(Togo First) - Every month, the National Institute of Statistics (INSEED) publishes Togo's inflation rate. But how is that figure calculated? Who collects prices, where, and for what purpose?
The process starts with a simple principle: to measure whether life is becoming more expensive, statisticians compare the prices of a fixed set of goods and services over time. This set is known as the consumer basket. It currently includes 810 items, ranging from food and medicines to clothing, fuel, mobile subscriptions, school fees and rent.
The basket is carefully constructed. It is based on a major national survey, the Harmonized Survey on Household Living Conditions (EHCVM), conducted in 2021, which asked thousands of Togolese households what they buy and in what proportions. Items that account for the largest share of household spending carry the greatest weight in the index. These are known as weights: each item’s importance reflects its share of household budgets.
Food accounts for 28% of the basket, reflecting its status as the largest household expense. Transport represents 12%, housing and energy 8.4%, and clothing 7.2%. Insurance and financial services, by contrast, carry a weight of just 0.1%, reflecting their marginal role in most household budgets.
4,790 outlets: monthly price collection
Once the basket is defined, prices must be collected. Each month, INSEED deploys enumerators across 4,790 outlets nationwide, including markets, supermarkets, pharmacies, filling stations, neighbourhood shops and restaurants. In total, 29,200 prices are recorded each month, each corresponding to a specific item at a specific location.
Nationwide coverage has been in place since 2014, spanning both urban and rural areas across seven geographic zones: the Autonomous District of Greater Lomé (DAGL), the Maritime region, Plateaux-Est, Plateaux-Ouest, Centrale, Kara and the Savanes. This setup allows INSEED to capture price differences between the capital and the rest of the country.
Once all prices are collected, INSEED calculates the Harmonized Consumer Price Index (IHPC). In February 2026, the index stood at 103.6, against a base of 100 set in 2023, indicating that prices were 3.6% higher than in 2023. By comparing this figure with the index for the same month a year earlier, INSEED calculates the year-on-year inflation rate, which was 0.4% in February 2026.
INSEED also publishes a second indicator: the average index over the past 12 months compared with the previous 12-month period. This measure, which stood at 0.1% in February 2026, is more stable and less sensitive to monthly seasonal fluctuations. It is the benchmark used by UEMOA to monitor economic convergence among its eight member states, against a ceiling of 3%.
A shared methodology across eight countries
This methodology was not developed by Togo alone. The IHPC is based on a common framework adopted in 1996 by the eight UEMOA member states, Benin, Burkina Faso, Côte d’Ivoire, Guinea-Bissau, Mali, Niger, Senegal and Togo, and later revised in 2008 and 2023. Harmonization allows inflation to be compared across countries on a consistent basis and enables the calculation of a regional index.
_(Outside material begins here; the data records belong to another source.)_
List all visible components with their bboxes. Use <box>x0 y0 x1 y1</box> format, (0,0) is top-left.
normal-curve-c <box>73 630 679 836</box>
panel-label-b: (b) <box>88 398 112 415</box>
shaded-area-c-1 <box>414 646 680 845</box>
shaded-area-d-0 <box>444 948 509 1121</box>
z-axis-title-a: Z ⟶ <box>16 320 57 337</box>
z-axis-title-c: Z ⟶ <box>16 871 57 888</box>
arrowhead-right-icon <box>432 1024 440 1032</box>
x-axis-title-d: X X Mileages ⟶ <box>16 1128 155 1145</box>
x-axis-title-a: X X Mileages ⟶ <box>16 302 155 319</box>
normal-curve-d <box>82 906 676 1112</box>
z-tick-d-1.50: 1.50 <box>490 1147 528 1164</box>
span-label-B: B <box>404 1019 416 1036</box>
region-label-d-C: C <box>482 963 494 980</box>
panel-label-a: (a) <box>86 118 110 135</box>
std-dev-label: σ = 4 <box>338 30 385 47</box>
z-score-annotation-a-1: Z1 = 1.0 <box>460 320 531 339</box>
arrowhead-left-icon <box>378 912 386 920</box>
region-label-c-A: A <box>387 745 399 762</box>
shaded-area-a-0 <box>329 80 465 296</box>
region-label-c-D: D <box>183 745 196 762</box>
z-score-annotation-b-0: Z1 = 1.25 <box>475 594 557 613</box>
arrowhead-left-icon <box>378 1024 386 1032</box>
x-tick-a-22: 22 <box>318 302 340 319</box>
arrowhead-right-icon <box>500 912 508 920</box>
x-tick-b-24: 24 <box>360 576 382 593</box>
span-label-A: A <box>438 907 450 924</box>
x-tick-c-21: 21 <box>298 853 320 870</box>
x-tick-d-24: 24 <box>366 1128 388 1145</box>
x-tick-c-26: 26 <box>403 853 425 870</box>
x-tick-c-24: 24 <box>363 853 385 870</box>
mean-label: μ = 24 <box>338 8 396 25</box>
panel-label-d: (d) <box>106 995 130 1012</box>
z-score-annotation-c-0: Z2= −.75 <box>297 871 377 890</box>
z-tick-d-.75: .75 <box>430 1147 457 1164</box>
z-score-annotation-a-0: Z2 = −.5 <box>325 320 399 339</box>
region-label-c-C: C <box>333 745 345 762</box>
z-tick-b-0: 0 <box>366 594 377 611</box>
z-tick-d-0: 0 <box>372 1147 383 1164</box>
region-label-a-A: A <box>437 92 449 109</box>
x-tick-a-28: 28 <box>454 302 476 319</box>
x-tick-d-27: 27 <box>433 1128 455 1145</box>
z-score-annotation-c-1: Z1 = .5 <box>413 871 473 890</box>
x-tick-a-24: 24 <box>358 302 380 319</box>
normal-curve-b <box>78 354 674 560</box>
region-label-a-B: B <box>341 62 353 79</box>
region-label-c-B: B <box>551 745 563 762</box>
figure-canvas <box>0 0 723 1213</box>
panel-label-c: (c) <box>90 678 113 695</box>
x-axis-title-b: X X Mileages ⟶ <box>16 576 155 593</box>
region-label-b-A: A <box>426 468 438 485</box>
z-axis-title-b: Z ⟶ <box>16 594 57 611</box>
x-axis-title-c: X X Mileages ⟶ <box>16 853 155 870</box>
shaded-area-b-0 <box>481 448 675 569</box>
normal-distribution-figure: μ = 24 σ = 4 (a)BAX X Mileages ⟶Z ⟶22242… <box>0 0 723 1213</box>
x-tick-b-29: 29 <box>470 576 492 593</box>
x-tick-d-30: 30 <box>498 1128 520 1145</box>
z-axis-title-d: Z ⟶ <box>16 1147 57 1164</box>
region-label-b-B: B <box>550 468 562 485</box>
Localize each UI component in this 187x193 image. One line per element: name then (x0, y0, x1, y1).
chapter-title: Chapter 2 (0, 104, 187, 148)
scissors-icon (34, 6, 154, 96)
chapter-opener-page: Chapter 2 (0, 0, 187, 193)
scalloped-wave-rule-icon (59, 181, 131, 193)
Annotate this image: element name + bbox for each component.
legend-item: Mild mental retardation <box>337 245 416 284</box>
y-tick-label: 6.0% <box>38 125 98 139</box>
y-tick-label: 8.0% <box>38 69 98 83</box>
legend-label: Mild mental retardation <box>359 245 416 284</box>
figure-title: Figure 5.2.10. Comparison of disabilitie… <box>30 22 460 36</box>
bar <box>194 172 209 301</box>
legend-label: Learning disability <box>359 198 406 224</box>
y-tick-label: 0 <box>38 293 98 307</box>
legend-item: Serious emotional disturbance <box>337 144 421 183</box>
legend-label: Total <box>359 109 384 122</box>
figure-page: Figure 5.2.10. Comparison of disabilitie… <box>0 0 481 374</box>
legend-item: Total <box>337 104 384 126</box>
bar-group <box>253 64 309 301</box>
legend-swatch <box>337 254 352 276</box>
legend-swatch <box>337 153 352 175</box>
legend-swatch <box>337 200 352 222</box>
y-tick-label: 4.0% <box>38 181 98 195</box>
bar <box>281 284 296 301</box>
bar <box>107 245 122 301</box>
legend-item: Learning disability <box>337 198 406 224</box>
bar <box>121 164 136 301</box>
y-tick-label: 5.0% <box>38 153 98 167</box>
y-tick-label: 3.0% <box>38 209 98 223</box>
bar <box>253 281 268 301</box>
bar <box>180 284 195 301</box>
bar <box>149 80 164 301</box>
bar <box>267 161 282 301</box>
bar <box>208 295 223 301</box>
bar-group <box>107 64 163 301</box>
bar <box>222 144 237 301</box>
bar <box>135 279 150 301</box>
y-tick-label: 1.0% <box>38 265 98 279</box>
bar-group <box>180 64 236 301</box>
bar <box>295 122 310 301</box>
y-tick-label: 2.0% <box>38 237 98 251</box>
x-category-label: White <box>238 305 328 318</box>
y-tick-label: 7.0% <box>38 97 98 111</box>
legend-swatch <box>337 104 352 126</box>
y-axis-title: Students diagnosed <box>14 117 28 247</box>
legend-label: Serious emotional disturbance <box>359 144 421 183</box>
Inflation measurement is not purely technical. It is a key economic policy tool. Governments use it to adjust social policies, index certain wages or benefits, and assess household purchasing power. The BCEAO, the central bank for UEMOA, relies on it to guide monetary policy, including interest rate decisions. Businesses, investors and lenders also rely on it when assessing a country’s economic stability.